Tuesday, July 31, 2012
How to Publish an E-Book: Part One
This series discusses how you can format, e-publish, and sell a book on Amazon (Kindle) and Barnes and Noble (Nook).
E-Book sales are exploding. As a small publisher myself, I can tell you that 90% of my book sales income last year was from e-books, especially the Kindle. This makes sense: publishing an e-book to Amazon or Barnes and Noble is free, and there are only nominal ancillary delivery costs. I also sold a fair number of print books, but printing/shipping costs, as well as the requisite 55% discount to the booksellers, ate into profits voraciously.
As recently as two years ago I almost always advised someone to try for a traditional publisher before going it alone. Now I'm ambivalent. I've heard enough stories of self-published million-ebook sellers (John Locke and Amanda Hocking were the first, and the ranks are growing) that I'm beginning to think e-publishing in many circumstances is a better way to go.
The main advantage of e-publishing yourself is NO GATEKEEPERS that almost always rudely turn you down, and if they don't they take years to accept and publish you. The main disadvantage of e-publishing yourself is that you must make sure what you have is good writing.
For this series of articles I'll go over an easy way to e-publish your book. There are more sophisticated ways, but the method I describe here will give you a perfectly formatted and presented e-book. We will assume, of course, that you have something good enough to publish in the first place. People are paying money for your book, and they will be annoyed if it isn't at least reasonable.
There are three format types for e-books:
.mobi/.azw
.ePub
The .mobi/.azw format is proprietary to the Amazon Kindle, and downloaded free Amazon apps for computers, tablets, and smartphones HERE. The .mobi/.azw format was originated by Mobipocket and bought by Amazon in 2005.
The .ePub format is considered the "default" format for e-books. It is used by the Barnes and Noble Nook, Sony e-reader, Apple iPod, and other devices except for Amazon Kindle. Libraries with e-book lending usually use the .ePub format. It's possible to translate .mobi to .ePub and vice versa using Calibre provided the e-book rights will allow this.
PDF (Portable Document Formatting) preserves the exact layout of the document across forums. PDF documents are easy to read on the computer using Adobe Acrobat, available for free download HERE. The advantage is that PDF documents can be viewed on all e-readers. The disadvantage for PDF documents is that text size and layout cannot be manipulated, and therefore may make PDF documents difficult to read on e-readers such as Kindle and Nook. PDF documents are sold on individual websites, not on Amazon or Barnes & Noble for Kindle and Nook.
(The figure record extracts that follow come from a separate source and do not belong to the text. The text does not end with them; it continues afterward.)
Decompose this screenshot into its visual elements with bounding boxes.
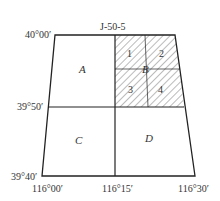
quadrant-c-label: C: [75, 134, 83, 146]
b-sub-4-label: 4: [158, 84, 163, 95]
quadrant-b-hatch: [115, 35, 184, 107]
lat-label-bottom: 39°40′: [11, 171, 37, 182]
b-sub-2-label: 2: [159, 48, 164, 59]
b-sub-3-label: 3: [128, 84, 133, 95]
lat-label-middle: 39°50′: [17, 101, 43, 112]
lon-label-right: 116°30′: [178, 183, 209, 194]
sheet-title: J-50-5: [100, 21, 126, 32]
lon-label-left: 116°00′: [32, 183, 63, 194]
b-sub-1-label: 1: [127, 48, 132, 59]
quadrant-a-label: A: [78, 63, 86, 75]
quadrant-d-label: D: [144, 132, 153, 144]
lat-label-top: 40°00′: [25, 29, 51, 40]
map-sheet-diagram: J-50-5 40°00′ 39°50′ 39°40′ 116°00′ 116°…: [0, 0, 220, 201]
lon-label-middle: 116°15′: [102, 183, 133, 194]
quadrant-b-label: B: [142, 63, 149, 75]
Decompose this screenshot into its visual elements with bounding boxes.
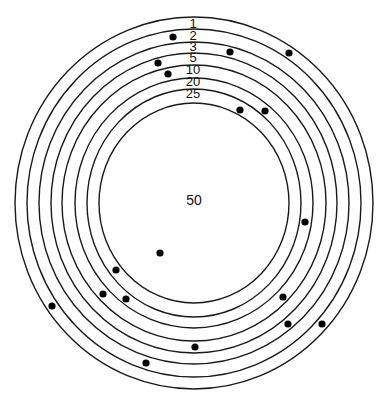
data-dot xyxy=(285,49,292,56)
data-dot xyxy=(279,293,286,300)
data-dot xyxy=(226,48,233,55)
data-dot xyxy=(318,320,325,327)
data-dot xyxy=(154,59,161,66)
data-dot xyxy=(284,320,291,327)
data-dot xyxy=(301,218,308,225)
data-dot xyxy=(169,33,176,40)
center-label: 50 xyxy=(186,192,202,208)
data-dot xyxy=(142,359,149,366)
data-dot xyxy=(156,249,163,256)
data-dot xyxy=(122,295,129,302)
data-dot xyxy=(99,290,106,297)
data-dot xyxy=(164,70,171,77)
ring-label: 25 xyxy=(186,86,200,101)
data-dot xyxy=(112,266,119,273)
data-dot xyxy=(48,302,55,309)
data-dot xyxy=(261,107,268,114)
data-dot xyxy=(191,343,198,350)
data-dot xyxy=(236,106,243,113)
concentric-ring-diagram: 1235102025 50 xyxy=(0,0,389,404)
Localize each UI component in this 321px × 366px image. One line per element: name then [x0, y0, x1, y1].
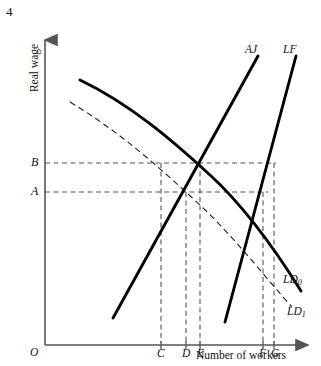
curve-label-ld1-sub: 1 [302, 310, 306, 319]
origin-label: O [30, 347, 38, 359]
curve-label-lf: LF [283, 44, 296, 56]
x-tick-label-E: E [197, 348, 204, 360]
curve-label-ld1-text: LD [287, 305, 302, 317]
curve-label-ld1: LD1 [287, 306, 306, 319]
labour-market-diagram [0, 0, 321, 366]
guide-lines [45, 163, 276, 343]
curve-ld0 [80, 80, 301, 291]
y-tick-label-B: B [31, 156, 38, 168]
y-tick-label-A: A [31, 185, 38, 197]
curve-label-ld0: LD0 [283, 274, 302, 287]
x-tick-label-D: D [182, 348, 190, 360]
diagram-canvas: 4 Real wage Number of workers [0, 0, 321, 366]
x-tick-label-G: G [271, 348, 279, 360]
curve-ld1 [70, 102, 292, 307]
x-tick-label-F: F [259, 348, 266, 360]
curve-label-ld0-sub: 0 [298, 278, 302, 287]
x-tick-label-C: C [157, 348, 165, 360]
curve-label-aj: AJ [245, 44, 257, 56]
curve-label-ld0-text: LD [283, 273, 298, 285]
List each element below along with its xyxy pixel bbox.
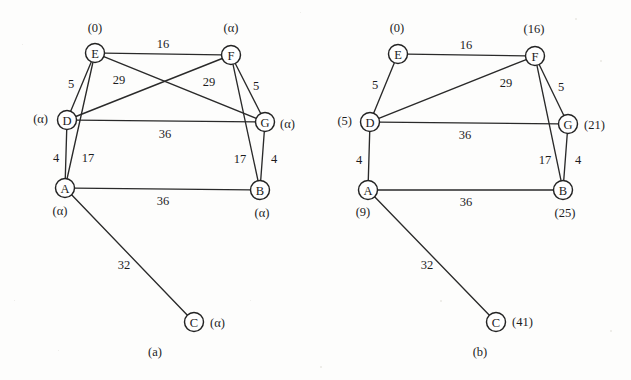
node-label-e: E bbox=[91, 47, 99, 61]
node-distance-f: (16) bbox=[524, 22, 545, 36]
graph-node-f[interactable]: F(16) bbox=[524, 22, 545, 66]
graph-edge-e-f bbox=[408, 54, 526, 56]
graph-node-a[interactable]: A(9) bbox=[356, 181, 378, 220]
edge-weight-a-b: 36 bbox=[460, 195, 473, 209]
graph-edge-a-c bbox=[72, 195, 188, 315]
node-label-f: F bbox=[228, 49, 235, 63]
graph-node-g[interactable]: G(α) bbox=[256, 113, 295, 132]
node-label-e: E bbox=[394, 48, 402, 62]
node-distance-c: (41) bbox=[512, 315, 533, 329]
edge-weight-e-d: 5 bbox=[372, 78, 378, 92]
graph-node-f[interactable]: F(α) bbox=[222, 21, 241, 65]
node-label-c: C bbox=[492, 316, 500, 330]
graph-node-g[interactable]: G(21) bbox=[559, 115, 605, 134]
panel-a: 1616552929171729295517173636444436363232… bbox=[33, 21, 295, 359]
graph-edge-d-g bbox=[77, 120, 256, 122]
edge-weight-e-f: 16 bbox=[157, 37, 170, 51]
node-distance-a: (α) bbox=[53, 204, 68, 218]
edge-weight-a-c: 32 bbox=[421, 258, 434, 272]
edge-weight-f-b: 17 bbox=[539, 153, 552, 167]
node-label-b: B bbox=[256, 184, 264, 198]
node-distance-d: (α) bbox=[33, 112, 48, 126]
node-label-d: D bbox=[62, 114, 71, 128]
node-label-f: F bbox=[532, 50, 539, 64]
node-label-b: B bbox=[559, 184, 567, 198]
graph-edge-d-g bbox=[380, 122, 559, 124]
graph-edge-d-a bbox=[65, 130, 66, 179]
node-distance-f: (α) bbox=[224, 21, 239, 35]
node-distance-g: (21) bbox=[584, 118, 605, 132]
graph-render-root: 1616552929171729295517173636444436363232… bbox=[33, 21, 605, 359]
node-label-d: D bbox=[365, 116, 374, 130]
edge-weight-g-b: 4 bbox=[271, 152, 278, 166]
node-distance-e: (0) bbox=[88, 21, 103, 35]
node-label-g: G bbox=[563, 118, 572, 132]
graph-node-e[interactable]: E(0) bbox=[86, 21, 105, 63]
graph-node-d[interactable]: D(α) bbox=[33, 111, 76, 130]
node-distance-b: (25) bbox=[555, 206, 576, 220]
graph-node-b[interactable]: B(25) bbox=[554, 181, 576, 221]
edge-weight-e-d: 5 bbox=[68, 77, 74, 91]
edge-weight-f-b: 17 bbox=[234, 152, 247, 166]
node-label-a: A bbox=[60, 182, 69, 196]
graph-node-c[interactable]: C(α) bbox=[185, 313, 225, 332]
edge-weight-f-d: 29 bbox=[500, 76, 513, 90]
panel-b: 16165529295517173636444436363232E(0)F(16… bbox=[337, 21, 604, 359]
graph-edge-e-f bbox=[105, 53, 222, 55]
graph-edge-a-c bbox=[375, 197, 490, 315]
node-distance-a: (9) bbox=[356, 205, 371, 219]
edge-weight-e-g: 29 bbox=[113, 73, 126, 87]
graph-edge-a-b bbox=[75, 188, 251, 190]
node-label-c: C bbox=[190, 316, 198, 330]
graph-edge-g-b bbox=[261, 131, 265, 180]
node-distance-c: (α) bbox=[210, 316, 225, 330]
graph-edge-d-a bbox=[368, 132, 369, 181]
edge-weight-d-a: 4 bbox=[53, 151, 60, 165]
graph-node-b[interactable]: B(α) bbox=[251, 181, 270, 221]
edge-weight-a-b: 36 bbox=[157, 194, 170, 208]
edge-weight-a-c: 32 bbox=[118, 258, 131, 272]
graph-diagram-svg: 1616552929171729295517173636444436363232… bbox=[0, 0, 631, 380]
edge-weight-e-a: 17 bbox=[82, 151, 95, 165]
node-distance-b: (α) bbox=[255, 206, 270, 220]
panel-a-caption: (a) bbox=[148, 345, 162, 359]
panel-b-caption: (b) bbox=[473, 345, 488, 359]
figure-canvas: 1616552929171729295517173636444436363232… bbox=[0, 0, 631, 380]
graph-node-d[interactable]: D(5) bbox=[337, 113, 379, 132]
graph-node-c[interactable]: C(41) bbox=[487, 313, 533, 332]
node-label-a: A bbox=[363, 184, 372, 198]
graph-node-a[interactable]: A(α) bbox=[53, 179, 75, 219]
edge-weight-d-g: 36 bbox=[159, 127, 172, 141]
node-distance-e: (0) bbox=[390, 21, 405, 35]
edge-weight-f-d: 29 bbox=[203, 75, 216, 89]
edge-weight-d-a: 4 bbox=[356, 153, 363, 167]
node-label-g: G bbox=[260, 116, 269, 130]
graph-edge-f-d bbox=[76, 59, 222, 117]
node-distance-g: (α) bbox=[280, 117, 295, 131]
edge-weight-f-g: 5 bbox=[253, 79, 259, 93]
node-distance-d: (5) bbox=[337, 114, 352, 128]
graph-edge-g-b bbox=[564, 133, 568, 180]
edge-weight-f-g: 5 bbox=[558, 80, 564, 94]
edge-weight-g-b: 4 bbox=[575, 153, 582, 167]
graph-node-e[interactable]: E(0) bbox=[389, 21, 408, 64]
edge-weight-e-f: 16 bbox=[460, 38, 473, 52]
edge-weight-d-g: 36 bbox=[459, 128, 472, 142]
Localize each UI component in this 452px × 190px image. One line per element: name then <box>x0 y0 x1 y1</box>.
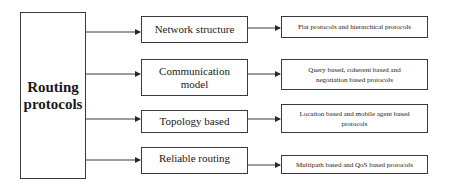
category-reliable-routing: Reliable routing <box>141 147 248 174</box>
leaf-communication-model: Query based, coherent based and negotiat… <box>281 59 428 90</box>
leaf-topology-based: Location based and mobile agent based pr… <box>281 104 428 133</box>
routing-protocols-root-box: Routing protocols <box>20 12 86 179</box>
leaf-label: Location based and mobile agent based pr… <box>294 109 415 129</box>
leaf-label: Flat protocols and hierarchical protocol… <box>298 22 411 32</box>
leaf-reliable-routing: Multipath based and QoS based protocols <box>281 155 428 174</box>
category-label: Communication model <box>156 65 233 91</box>
category-network-structure: Network structure <box>141 16 248 43</box>
leaf-label: Query based, coherent based and negotiat… <box>300 65 409 85</box>
category-label: Reliable routing <box>159 152 230 165</box>
category-topology-based: Topology based <box>141 110 248 133</box>
root-label-line2: protocols <box>24 96 83 113</box>
category-label: Network structure <box>155 23 235 36</box>
leaf-label: Multipath based and QoS based protocols <box>296 160 413 170</box>
leaf-network-structure: Flat protocols and hierarchical protocol… <box>281 16 428 38</box>
category-communication-model: Communication model <box>141 59 248 96</box>
category-label: Topology based <box>160 115 230 128</box>
root-label-line1: Routing <box>24 79 83 96</box>
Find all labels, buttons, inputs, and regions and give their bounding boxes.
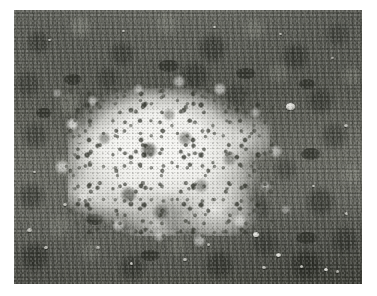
photo-page bbox=[0, 0, 377, 296]
ground-photograph bbox=[14, 10, 362, 284]
film-grain-layer bbox=[14, 10, 362, 284]
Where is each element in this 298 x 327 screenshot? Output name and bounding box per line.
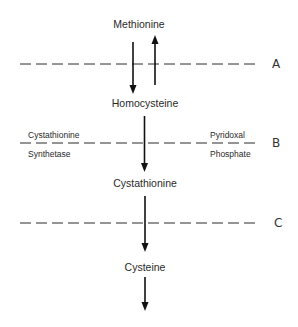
methionine-pathway-diagram: Methionine Homocysteine Cystathionine Cy… — [0, 0, 298, 327]
block-line-b: B Cystathionine Synthetase Pyridoxal Pho… — [20, 130, 280, 159]
arrow-cystathionine-to-cysteine — [142, 196, 149, 252]
block-line-a: A — [20, 57, 281, 71]
arrowhead-down-icon — [141, 163, 148, 172]
arrow-cysteine-out — [142, 277, 149, 311]
arrow-homocysteine-to-cystathionine — [141, 116, 148, 172]
enzyme-label-line2: Synthetase — [28, 149, 71, 159]
node-cystathionine: Cystathionine — [113, 177, 177, 189]
arrow-homocysteine-to-methionine — [152, 35, 159, 85]
arrowhead-down-icon — [142, 243, 149, 252]
enzyme-label-line1: Cystathionine — [28, 130, 80, 140]
cofactor-label-line1: Pyridoxal — [210, 130, 245, 140]
node-methionine: Methionine — [113, 18, 165, 30]
node-homocysteine: Homocysteine — [112, 97, 179, 109]
block-label-b: B — [272, 136, 280, 150]
arrowhead-down-icon — [142, 302, 149, 311]
arrowhead-down-icon — [130, 85, 137, 94]
arrow-methionine-to-homocysteine — [130, 42, 137, 94]
block-label-c: C — [274, 216, 282, 230]
cofactor-label-line2: Phosphate — [210, 149, 251, 159]
node-cysteine: Cysteine — [125, 261, 166, 273]
block-label-a: A — [272, 57, 281, 71]
arrowhead-up-icon — [152, 35, 159, 44]
block-line-c: C — [20, 216, 282, 230]
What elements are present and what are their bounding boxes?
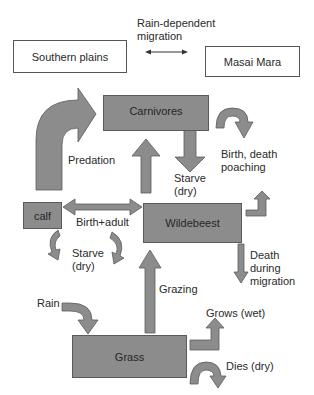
grass-grows-arrow-icon <box>190 318 224 350</box>
calf-label: calf <box>34 210 51 222</box>
death-migration-arrow-icon <box>234 244 248 283</box>
grazing-arrow-icon <box>139 250 161 333</box>
wildebeest-node: Wildebeest <box>143 203 242 243</box>
wildebeest-label: Wildebeest <box>165 217 219 229</box>
southern-plains-box: Southern plains <box>13 40 127 73</box>
predation-arrow-icon <box>36 88 96 190</box>
wildebeest-to-carnivores-arrow-icon <box>132 139 160 193</box>
grass-node: Grass <box>72 335 187 378</box>
calf-starve-arrow-right-icon <box>110 232 124 264</box>
calf-node: calf <box>23 202 62 229</box>
carnivore-starve-arrow-icon <box>175 125 205 172</box>
grass-dies-arrow-icon <box>190 362 226 388</box>
death-migration-label: Death during migration <box>250 249 295 288</box>
carnivores-label: Carnivores <box>129 105 182 117</box>
predation-label: Predation <box>68 154 115 167</box>
carnivore-starve-label: Starve (dry) <box>174 172 206 198</box>
masai-mara-box: Masai Mara <box>205 46 300 77</box>
grass-dies-label: Dies (dry) <box>226 360 274 373</box>
migration-label: Rain-dependent migration <box>137 17 215 43</box>
birth-adult-double-arrow-icon <box>63 199 142 215</box>
grazing-label: Grazing <box>159 283 198 296</box>
carnivore-birth-death-arrow-icon <box>216 108 253 138</box>
masai-mara-label: Masai Mara <box>224 56 281 68</box>
rain-label: Rain <box>37 297 60 310</box>
birth-adult-label: Birth+adult <box>76 216 129 229</box>
grass-grows-label: Grows (wet) <box>206 307 265 320</box>
southern-plains-label: Southern plains <box>32 51 108 63</box>
rain-arrow-icon <box>62 303 98 334</box>
wildebeest-birth-arrow-icon <box>246 191 270 216</box>
carnivore-birth-death-label: Birth, death poaching <box>221 148 277 174</box>
grass-label: Grass <box>115 351 144 363</box>
calf-starve-label: Starve (dry) <box>72 247 104 273</box>
migration-double-arrow-icon <box>145 50 188 55</box>
calf-starve-arrow-left-icon <box>48 230 60 260</box>
ecosystem-diagram: Southern plains Masai Mara Rain-dependen… <box>0 0 314 395</box>
carnivores-node: Carnivores <box>103 95 209 131</box>
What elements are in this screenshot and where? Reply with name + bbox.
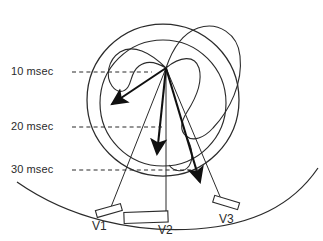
figure-canvas: 10 msec 20 msec 30 msec V1 V2 V3: [0, 0, 323, 241]
electrode-pad-v1: [95, 204, 122, 218]
electrode-pads: [95, 195, 239, 223]
lead-line-v3: [166, 68, 224, 206]
vector-2-down: [157, 68, 166, 154]
time-marker-label-20msec: 20 msec: [11, 120, 53, 132]
electrode-label-v1: V1: [92, 219, 107, 233]
electrode-pad-v3: [213, 195, 240, 209]
lead-projection-lines: [109, 68, 224, 216]
electrode-pad-v2: [124, 211, 168, 224]
electrode-label-v2: V2: [158, 223, 173, 237]
electrode-label-v3: V3: [219, 212, 234, 226]
time-marker-label-30msec: 30 msec: [11, 163, 53, 175]
time-marker-label-10msec: 10 msec: [11, 65, 53, 77]
activation-vectors: [112, 68, 200, 182]
vector-1-left: [112, 68, 166, 104]
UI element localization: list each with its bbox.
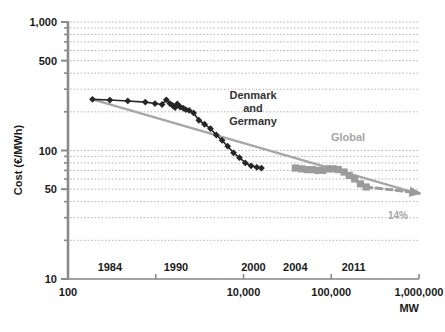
x-axis-tick-label: 100,000: [311, 286, 351, 298]
y-axis-tick-label: 100: [39, 145, 57, 157]
x-axis-tick-label: 10,000: [227, 286, 261, 298]
year-marker-label: 2000: [241, 261, 265, 273]
denmark-germany-label-line2: and: [243, 102, 263, 114]
x-axis-title: MW: [399, 302, 419, 314]
denmark-germany-label-line3: Germany: [229, 115, 278, 127]
year-marker-label: 1990: [164, 261, 188, 273]
year-marker-label: 2011: [342, 261, 366, 273]
learning-rate-label: 14%: [388, 210, 408, 221]
y-axis-tick-label: 1,000: [29, 16, 57, 28]
year-marker-label: 1984: [98, 261, 123, 273]
x-axis-tick-label: 1,000,000: [395, 286, 444, 298]
global-label: Global: [331, 131, 365, 143]
data-point-marker: [292, 164, 299, 171]
experience-curve-chart: 10501005001,000 10010,000100,0001,000,00…: [0, 0, 445, 332]
y-axis-tick-label: 10: [45, 273, 57, 285]
x-axis-tick-label: 100: [59, 286, 77, 298]
chart-canvas: 10501005001,000 10010,000100,0001,000,00…: [0, 0, 445, 332]
y-axis-tick-label: 500: [39, 55, 57, 67]
y-axis-tick-label: 50: [45, 183, 57, 195]
year-marker-label: 2004: [283, 261, 308, 273]
denmark-germany-label-line1: Denmark: [229, 89, 277, 101]
y-axis-title: Cost (€/MWh): [12, 125, 24, 196]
While PDFs can be read on these e-readers, this is only secondarily.
I will not go over packaging or selling PDF documents because this is a separate topic from learning how to produce and sell E-Books. Just FYI, if you want to produce a PDF there are many free PDF converters for the PC. A popular one, PrimoPDF, is located at www.primpdf.com/download.aspx. The Mac has a built-in PDF converter under the “Print” option.
OK, enough for today. On Friday I'll go into formatting your document to prepare it for e-book translation.